By Christen Smith
Transmission owners told PJM last week that its rules for supplemental projects satisfy the RTO’s obligation as a regional planner, despite protests from dissatisfied load interests.
Executives from a dozen TOs sent a letter to the Board of Managers on Thursday applauding the way staff addressed stakeholder concerns while implementing revisions to Manual 14B: PJM Region Transmission Planning.
The TOs said the current manual language reflects months of compromise by stakeholders and demonstrates PJM’s willingness to increase transparency at every stage of the Attachment M-3 process approved by FERC.
“This has resulted in a process that harmonizes the presentment of baseline and supplemental projects such that there is minimal difference between the two presentments beyond the PJM board’s approval of baseline projects,” the letter reads.
At January’s Markets and Reliability Committee meeting, PJM rejected two paragraphs in a set of revisions that stakeholders approved for inclusion in Manual 14B. (See PJM Rebuffs Stakeholders on Supplemental Projects.)
The paragraphs came from an American Municipal Power proposal — designed to address load interests’ concerns — that said supplemental projects “should be based on written articulable criteria, models and guidelines that are measurable and, to the extent available, quantifiable (e.g., asset replacement prioritization) so stakeholders can replicate TO planning decisions and validate their proposed solutions.” AMP cited the transparency principles in FERC Order 890, saying TOs should disclose asset-specific condition assessments and the criteria and models supporting supplemental projects.
PJM staff opted against incorporating the revisions, saying the disputed text is an “overreach” of the RTO’s Regional Transmission Expansion Plan, which is limited to studies of load flows, short circuits and stability.
The TOs backed the RTO’s stance, saying “PJM correctly determined that certain suggested changes went beyond and/or were not consistent with the FERC orders, and that stakeholders were advancing positions through manual changes that FERC had already rejected.
“What must be considered is that PJM and the PJM TOs have the ultimate responsibility for ‘keeping the lights on,’” the letter concludes. “This consideration must be weighed when planning processes are modified.”
Load interests struck an entirely different tone in their Feb. 8 Load Interests Blast PJM for Inadequate Transparency.)
In a separate letter to the board Feb. 11, the American Public Power Association and the Transmission Access Policy Study Group said the RTO’s refusal to incorporate AMP’s language lacks “compelling justification.”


§ **Problem requirements**:
The expected output is the full set of entries, printed exactly, without pictures.

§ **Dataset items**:
*** Begin section ***
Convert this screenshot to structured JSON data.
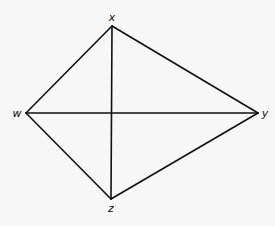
{
  "diagram": {
    "type": "quadrilateral-with-diagonals",
    "vertices": [
      {
        "id": "x",
        "label": "x",
        "pos": [
          112,
          26
        ],
        "label_pos": [
          112,
          21
        ]
      },
      {
        "id": "w",
        "label": "w",
        "pos": [
          26,
          113
        ],
        "label_pos": [
          17,
          117
        ]
      },
      {
        "id": "y",
        "label": "y",
        "pos": [
          258,
          113
        ],
        "label_pos": [
          265,
          117
        ]
      },
      {
        "id": "z",
        "label": "z",
        "pos": [
          111,
          199
        ],
        "label_pos": [
          111,
          212
        ]
      }
    ],
    "edges": [
      {
        "from": "w",
        "to": "x"
      },
      {
        "from": "x",
        "to": "y"
      },
      {
        "from": "y",
        "to": "z"
      },
      {
        "from": "z",
        "to": "w"
      },
      {
        "from": "w",
        "to": "y"
      },
      {
        "from": "x",
        "to": "z"
      }
    ],
    "colors": {
      "line": "#111111",
      "background": "#f7f7f7"
    }
  }
}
*** End section ***
§ **Solution to the problem**:
Convert this screenshot to structured JSON data.
{
  "diagram": {
    "type": "quadrilateral-with-diagonals",
    "vertices": [
      {
        "id": "x",
        "label": "x",
        "pos": [
          112,
          26
        ],
        "label_pos": [
          112,
          21
        ]
      },
      {
        "id": "w",
        "label": "w",
        "pos": [
          26,
          113
        ],
        "label_pos": [
          17,
          117
        ]
      },
      {
        "id": "y",
        "label": "y",
        "pos": [
          258,
          113
        ],
        "label_pos": [
          265,
          117
        ]
      },
      {
        "id": "z",
        "label": "z",
        "pos": [
          111,
          199
        ],
        "label_pos": [
          111,
          212
        ]
      }
    ],
    "edges": [
      {
        "from": "w",
        "to": "x"
      },
      {
        "from": "x",
        "to": "y"
      },
      {
        "from": "y",
        "to": "z"
      },
      {
        "from": "z",
        "to": "w"
      },
      {
        "from": "w",
        "to": "y"
      },
      {
        "from": "x",
        "to": "z"
      }
    ],
    "colors": {
      "line": "#111111",
      "background": "#f7f7f7"
    }
  }
}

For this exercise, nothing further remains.